Imagine a game that that is so disturbing to play that it causes sleeplessness, nightmares, and even renders you unable to play any videogames afterward—for the rest of your life! Not my videogames!
Those are the kind of tales that have swirled around the urban legend Polybius, a game that allegedly lived in Portland, Oregon arcades for about a month in 1981 before disappearing without a trace. Ominous men in suits visited the arcade machines, not to collect coins, but to collect data on how people played the game.
Despite this nefarious legend, there’s never been tangible evidence that Polybius has ever actually existed. In fact, the earliest print-bound mention of the myth popped up in a 2003 issue of GamePro magazine, and nothing prior aside from internet hearsay in the 1990s. Yet one man is hinting about having played it. And that man is none other than psychedelic game designer and programmer Jeff Minter.
An all encompassing experience, minus all the psychoactive effects
It was a dark night in Basingstoke, England, when Minter received a mysterious call from a man he had met months prior in a beer-aided stupor. He agreed to meet with him, casting all worries of axe-wielding murderers aside, and found himself led to a warehouse filled with arcade cabinets. “It was a lovely sight, and one that you can rarely see in this day and age except in VR recreations of 80s arcades. It would have been worth the trip, and Basingstoke, just to have the chance to play on some of these old beauties,” Minter wrote in a blog post for Playstation. “But that wasn’t why I’d been brought there.”
It was in that warehouse that Minter says he played the urban legend, though he never speaks its name. As time has passed, fragments and glimmers of the experience have returned to his memory. And now, with Playstation VR, he hopes to recreate that experience. Or at least, recreate how playing it made him feel—an all-encompassing game. Minus all the psychoactive effects, of course. “Despite all its speed and hyperstimulation, you actually find in play that the game has a relaxing, even a mildly therapeutic effect,” he wrote. “I can get up grumpy on a Monday morning but a few minutes in the headset has me feeling happy and serene.”
Minter’s work has nearly always had a psychedelic tinge, and not of the cliche 70s kaleidoscopic variety. From taking over the Tempest series in 1994 with Tempest 2000 to the 1984 light synthesizer Psychedelia, Minter has been concerned with the transcendent qualities of arcade shooters; in games that become ingrained in a person’s mind, whether they’re aware of their lasting effects or not. He is also really into llamas. He raises them and his software house is named Llamasoft. There is no word yet on any llama presence in Polybius.
You can read the entirety of Minter’s Playstation Blog post here. Polybius does not have a release date yet.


**WHAT TO DO:**
Only the lines containing the string "flying" are needed; copy all of them from the listing.

+ + + +

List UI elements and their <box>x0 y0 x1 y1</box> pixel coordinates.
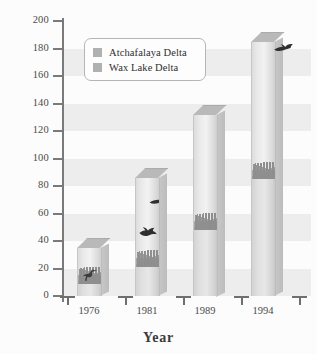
bar-segment-wax-lake <box>194 230 217 296</box>
x-axis-tick <box>176 296 191 298</box>
y-axis-tick <box>53 213 62 215</box>
y-axis-tick-label: 200 <box>9 14 49 25</box>
y-axis-tick-label: 100 <box>9 152 49 163</box>
bar-1976 <box>77 248 100 296</box>
y-axis-tick-label: 120 <box>9 124 49 135</box>
grass-texture <box>252 161 275 179</box>
chart-figure: 020406080100120140160180200 Area (km2) 1… <box>0 0 317 354</box>
bar-segment-wax-lake <box>252 179 275 296</box>
y-axis-tick-label: 40 <box>9 234 49 245</box>
x-axis-tick-label: 1976 <box>66 305 112 316</box>
chart-legend: Atchafalaya Delta Wax Lake Delta <box>84 38 206 81</box>
y-axis-tick <box>53 130 62 132</box>
x-axis-tick-label: 1981 <box>124 305 170 316</box>
bar-front-face <box>251 42 276 296</box>
y-axis-line <box>62 18 64 302</box>
y-axis-tick <box>53 20 62 22</box>
y-axis-tick-label: 80 <box>9 179 49 190</box>
legend-label: Atchafalaya Delta <box>109 47 187 58</box>
y-axis-tick <box>53 185 62 187</box>
x-axis-tick <box>234 296 249 298</box>
x-axis-tick <box>292 296 307 298</box>
bar-1989 <box>193 115 216 297</box>
y-axis-tick-label: 20 <box>9 262 49 273</box>
flying-duck-icon <box>137 225 159 239</box>
legend-item-wax-lake-delta: Wax Lake Delta <box>93 62 197 73</box>
grass-texture <box>194 212 217 230</box>
legend-swatch-icon <box>93 48 102 57</box>
y-axis-tick <box>53 268 62 270</box>
y-axis-tick <box>53 48 62 50</box>
bar-segment-wax-lake <box>136 267 159 296</box>
y-axis-tick-label: 140 <box>9 97 49 108</box>
legend-swatch-icon <box>93 63 102 72</box>
grass-texture <box>136 249 159 267</box>
y-axis-tick <box>53 240 62 242</box>
x-axis-tick-label: 1994 <box>240 305 286 316</box>
y-axis-tick <box>53 158 62 160</box>
y-axis-tick-label: 0 <box>9 289 49 300</box>
y-axis-tick <box>53 103 62 105</box>
x-axis-tick <box>60 296 75 298</box>
x-axis-tick-label: 1989 <box>182 305 228 316</box>
y-axis-tick <box>53 75 62 77</box>
bar-front-face <box>77 248 102 296</box>
bar-front-face <box>135 178 160 296</box>
legend-item-atchafalaya-delta: Atchafalaya Delta <box>93 47 197 58</box>
y-axis-tick-label: 160 <box>9 69 49 80</box>
legend-label: Wax Lake Delta <box>109 62 178 73</box>
bar-1981 <box>135 178 158 296</box>
bar-segment-wax-lake <box>78 284 101 296</box>
bar-front-face <box>193 115 218 297</box>
y-axis-tick-label: 180 <box>9 42 49 53</box>
x-axis-title: Year <box>0 330 317 346</box>
x-axis-tick <box>118 296 133 298</box>
wading-bird-icon <box>80 267 99 282</box>
flying-bird-icon <box>148 196 160 207</box>
flying-bird-icon <box>273 42 295 54</box>
y-axis-tick-label: 60 <box>9 207 49 218</box>
bar-1994 <box>251 42 274 296</box>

+ + + +

**EXERCISE RESPONSE:**
flying-duck-icon <box>137 225 159 239</box>
flying-bird-icon <box>148 196 160 207</box>
flying-bird-icon <box>273 42 295 54</box>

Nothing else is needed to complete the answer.